I've been wanting to create a reel scanner for a long time. The hardest part for me was getting the right lens for the camera to capture a slide. It was basically a trial and error. Tried 25mm 30mm, 12-50mm, and a combination of extension tubes to get the right level of zoom. I found that the 30mm with a 5mm extension tube was the best solution.
Aside from that, the second most difficult item was the reel mount. This is the part that the reel sits on and has magnets to hold the reel down flat. I must have printed out a dozen of these things with very small adjustments each time. Every time I changed something, I saw a way to make it just a bit better.
I used the FastLED library to control the backlight LEDs. I thought I needed RGB LEDs so I could do some color correction for the older slides that don't have KodaColor and have faded. But found that I get little improvement from this because the USB camera has auto-white-balance and it does a pretty good job with color fade adjustments by itself. But I can still adjust the brightness using the FastLED library. I also started with the ring LED and later moved to the Jewel LED for more even light distribution on the slide.
I think I did a good job with the 3D parts to print. They fit together nicely and the tolerances are good. The final outcome of the scan is pretty decent. I have a video of the build and a link to the videos this creates. The scan process is automated so it will align to the 1st slide and then start scanning each slide automatically.
I then have to run the captures slides through a processor. This is using the Tesseract library to capture the text. It will then automatically rotate the slides and create a side-by-side (SBS) image with the text.
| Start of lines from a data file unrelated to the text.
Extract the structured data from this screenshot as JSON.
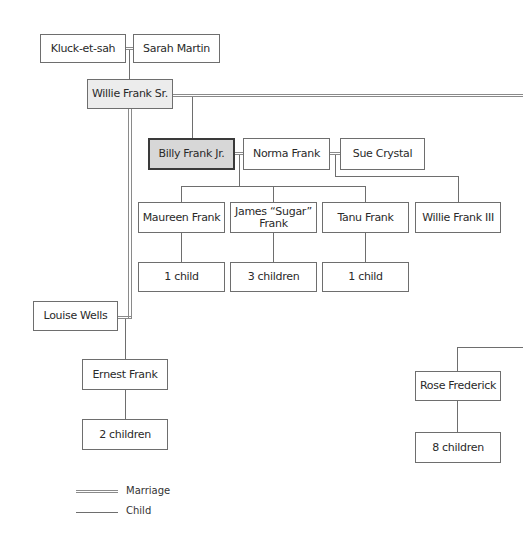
{
  "diagram": {
    "type": "family-tree",
    "generation1": {
      "left": "Kluck-et-sah",
      "right": "Sarah Martin"
    },
    "generation2": {
      "patriarch": "Willie Frank Sr.",
      "spouse_lower": "Louise Wells"
    },
    "generation3": {
      "focus": "Billy Frank Jr.",
      "spouse1": "Norma Frank",
      "spouse2": "Sue Crystal",
      "half_sibling": "Ernest Frank",
      "other_branch": "Rose Frederick"
    },
    "generation4": {
      "children": [
        "Maureen Frank",
        "James “Sugar” Frank",
        "Tanu Frank",
        "Willie Frank III"
      ],
      "james_line1": "James “Sugar”",
      "james_line2": "Frank"
    },
    "descendants": {
      "maureen": "1 child",
      "james": "3 children",
      "tanu": "1 child",
      "ernest": "2 children",
      "rose": "8 children"
    },
    "legend": {
      "marriage": "Marriage",
      "child": "Child"
    },
    "colors": {
      "line": "#6e6e6e",
      "focus_fill": "#d7d7d7",
      "patriarch_fill": "#ececec"
    }
  }
}
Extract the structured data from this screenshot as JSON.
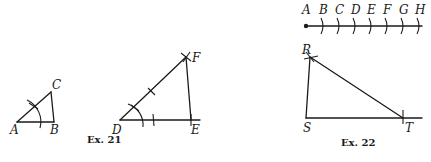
{
  "figures": [
    {
      "id": "ex21",
      "caption": "Ex. 21",
      "triangle_small": {
        "labels": {
          "A": "A",
          "B": "B",
          "C": "C"
        }
      },
      "triangle_large": {
        "labels": {
          "D": "D",
          "E": "E",
          "F": "F"
        }
      }
    },
    {
      "id": "ex22",
      "caption": "Ex. 22",
      "number_line": {
        "labels": [
          "A",
          "B",
          "C",
          "D",
          "E",
          "F",
          "G",
          "H"
        ]
      },
      "triangle": {
        "labels": {
          "R": "R",
          "S": "S",
          "T": "T"
        }
      }
    }
  ]
}
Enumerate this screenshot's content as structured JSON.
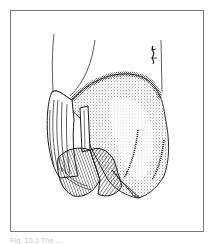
{
  "figure": {
    "caption": "Fig. 10.1 The ...",
    "signature": "artist-signature",
    "colors": {
      "ink": "#1a1a1a",
      "frame": "#7a7a7a",
      "background": "#ffffff",
      "caption": "#c8c8c8"
    }
  }
}
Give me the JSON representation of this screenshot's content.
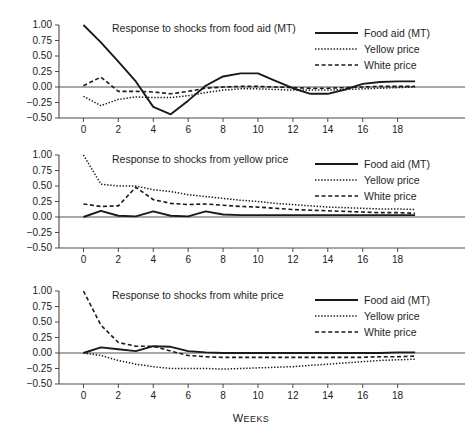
{
  "figure": {
    "xlabel": "Weeks",
    "background": "#ffffff",
    "ink": "#1a1a1a"
  },
  "legend": {
    "position": "top-right",
    "entries": [
      {
        "label": "Food aid (MT)",
        "style": "solid",
        "dash": "none",
        "width": 1.9
      },
      {
        "label": "Yellow price",
        "style": "dotted",
        "dash": "1.4,1.7",
        "width": 1.5
      },
      {
        "label": "White price",
        "style": "dashed",
        "dash": "4,2.6",
        "width": 1.6
      }
    ]
  },
  "axes": {
    "yticks": [
      "1.00",
      "0.75",
      "0.50",
      "0.25",
      "0.00",
      "-0.25",
      "-0.50"
    ],
    "ytick_values": [
      1.0,
      0.75,
      0.5,
      0.25,
      0.0,
      -0.25,
      -0.5
    ],
    "xticks": [
      "0",
      "2",
      "4",
      "6",
      "8",
      "10",
      "12",
      "14",
      "16",
      "18"
    ],
    "xtick_values": [
      0,
      2,
      4,
      6,
      8,
      10,
      12,
      14,
      16,
      18
    ],
    "ylim": [
      -0.5,
      1.0
    ],
    "xlim": [
      -1.4,
      20.6
    ],
    "grid": false
  },
  "chart_data": [
    {
      "type": "line",
      "title": "Response to shocks from food aid (MT)",
      "xlabel": "",
      "ylabel": "",
      "ylim": [
        -0.5,
        1.0
      ],
      "xlim": [
        -1.4,
        20.6
      ],
      "grid": false,
      "legend_position": "top-right",
      "x": [
        0,
        1,
        2,
        3,
        4,
        5,
        6,
        7,
        8,
        9,
        10,
        11,
        12,
        13,
        14,
        15,
        16,
        17,
        18,
        19
      ],
      "series": [
        {
          "name": "Food aid (MT)",
          "style": "solid",
          "values": [
            1.0,
            0.72,
            0.41,
            0.09,
            -0.32,
            -0.44,
            -0.22,
            0.02,
            0.17,
            0.22,
            0.22,
            0.1,
            -0.02,
            -0.11,
            -0.11,
            -0.04,
            0.05,
            0.08,
            0.09,
            0.09
          ]
        },
        {
          "name": "Yellow price",
          "style": "dotted",
          "values": [
            -0.15,
            -0.3,
            -0.2,
            -0.16,
            -0.17,
            -0.17,
            -0.14,
            -0.09,
            -0.05,
            -0.03,
            -0.03,
            -0.04,
            -0.05,
            -0.05,
            -0.05,
            -0.04,
            -0.03,
            -0.02,
            -0.01,
            0.0
          ]
        },
        {
          "name": "White price",
          "style": "dashed",
          "values": [
            0.02,
            0.16,
            -0.07,
            -0.07,
            -0.08,
            -0.11,
            -0.07,
            -0.02,
            0.0,
            0.01,
            0.01,
            0.0,
            -0.01,
            -0.02,
            -0.02,
            -0.01,
            0.0,
            0.01,
            0.01,
            0.01
          ]
        }
      ]
    },
    {
      "type": "line",
      "title": "Response to shocks from yellow price",
      "xlabel": "",
      "ylabel": "",
      "ylim": [
        -0.5,
        1.0
      ],
      "xlim": [
        -1.4,
        20.6
      ],
      "grid": false,
      "legend_position": "top-right",
      "x": [
        0,
        1,
        2,
        3,
        4,
        5,
        6,
        7,
        8,
        9,
        10,
        11,
        12,
        13,
        14,
        15,
        16,
        17,
        18,
        19
      ],
      "series": [
        {
          "name": "Food aid (MT)",
          "style": "solid",
          "values": [
            0.0,
            0.1,
            0.02,
            0.01,
            0.09,
            0.02,
            0.01,
            0.09,
            0.04,
            0.03,
            0.03,
            0.03,
            0.03,
            0.03,
            0.03,
            0.03,
            0.03,
            0.03,
            0.03,
            0.03
          ]
        },
        {
          "name": "Yellow price",
          "style": "dotted",
          "values": [
            1.0,
            0.53,
            0.5,
            0.5,
            0.44,
            0.41,
            0.36,
            0.33,
            0.3,
            0.27,
            0.25,
            0.22,
            0.2,
            0.18,
            0.16,
            0.15,
            0.14,
            0.13,
            0.13,
            0.12
          ]
        },
        {
          "name": "White price",
          "style": "dashed",
          "values": [
            0.21,
            0.17,
            0.18,
            0.48,
            0.28,
            0.22,
            0.2,
            0.21,
            0.19,
            0.17,
            0.16,
            0.14,
            0.12,
            0.11,
            0.1,
            0.09,
            0.08,
            0.07,
            0.07,
            0.06
          ]
        }
      ]
    },
    {
      "type": "line",
      "title": "Response to shocks from white price",
      "xlabel": "Weeks",
      "ylabel": "",
      "ylim": [
        -0.5,
        1.0
      ],
      "xlim": [
        -1.4,
        20.6
      ],
      "grid": false,
      "legend_position": "top-right",
      "x": [
        0,
        1,
        2,
        3,
        4,
        5,
        6,
        7,
        8,
        9,
        10,
        11,
        12,
        13,
        14,
        15,
        16,
        17,
        18,
        19
      ],
      "series": [
        {
          "name": "Food aid (MT)",
          "style": "solid",
          "values": [
            0.0,
            0.09,
            0.06,
            0.03,
            0.11,
            0.1,
            0.03,
            0.01,
            0.0,
            0.0,
            0.0,
            0.0,
            0.0,
            0.0,
            0.0,
            0.0,
            0.0,
            0.0,
            0.01,
            0.01
          ]
        },
        {
          "name": "Yellow price",
          "style": "dotted",
          "values": [
            0.0,
            -0.04,
            -0.12,
            -0.18,
            -0.22,
            -0.25,
            -0.25,
            -0.25,
            -0.26,
            -0.25,
            -0.24,
            -0.23,
            -0.22,
            -0.2,
            -0.18,
            -0.16,
            -0.14,
            -0.12,
            -0.11,
            -0.1
          ]
        },
        {
          "name": "White price",
          "style": "dashed",
          "values": [
            1.0,
            0.45,
            0.17,
            0.11,
            0.11,
            0.03,
            -0.04,
            -0.06,
            -0.07,
            -0.07,
            -0.07,
            -0.07,
            -0.07,
            -0.07,
            -0.07,
            -0.07,
            -0.07,
            -0.06,
            -0.06,
            -0.05
          ]
        }
      ]
    }
  ],
  "panel_geometry": [
    {
      "top": 12,
      "height": 130,
      "plot_left": 59,
      "plot_right": 443,
      "plot_top": 13,
      "plot_bottom": 106,
      "show_xlabels": true,
      "show_axis_title": false
    },
    {
      "top": 143,
      "height": 131,
      "plot_left": 59,
      "plot_right": 443,
      "plot_top": 12,
      "plot_bottom": 105,
      "show_xlabels": true,
      "show_axis_title": false
    },
    {
      "top": 279,
      "height": 145,
      "plot_left": 59,
      "plot_right": 443,
      "plot_top": 12,
      "plot_bottom": 105,
      "show_xlabels": true,
      "show_axis_title": true
    }
  ],
  "legend_geometry": {
    "line_x1": 315,
    "line_x2": 358,
    "text_x": 364,
    "row0_y": 21,
    "row_gap": 16
  },
  "title_position": {
    "x": 112,
    "y": 20
  }
}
Last step is that I open a project in DaVinci Resolve and change the root directory to the slides captured. It will automatically change the video content and I can just press the render button. Each video is exactly the same for length, timing, and audio.
Video of the build:
Links to the videos this creates:
https://www.youtube.com/channel/UCOirfwqCtgHvdcQz5gyFoTg/videos
Please use the Github link for the source and STL files.
Instead of Youtube, are the digitized reels available in some standard file format such as MPO that I can download and manipulate for my own use?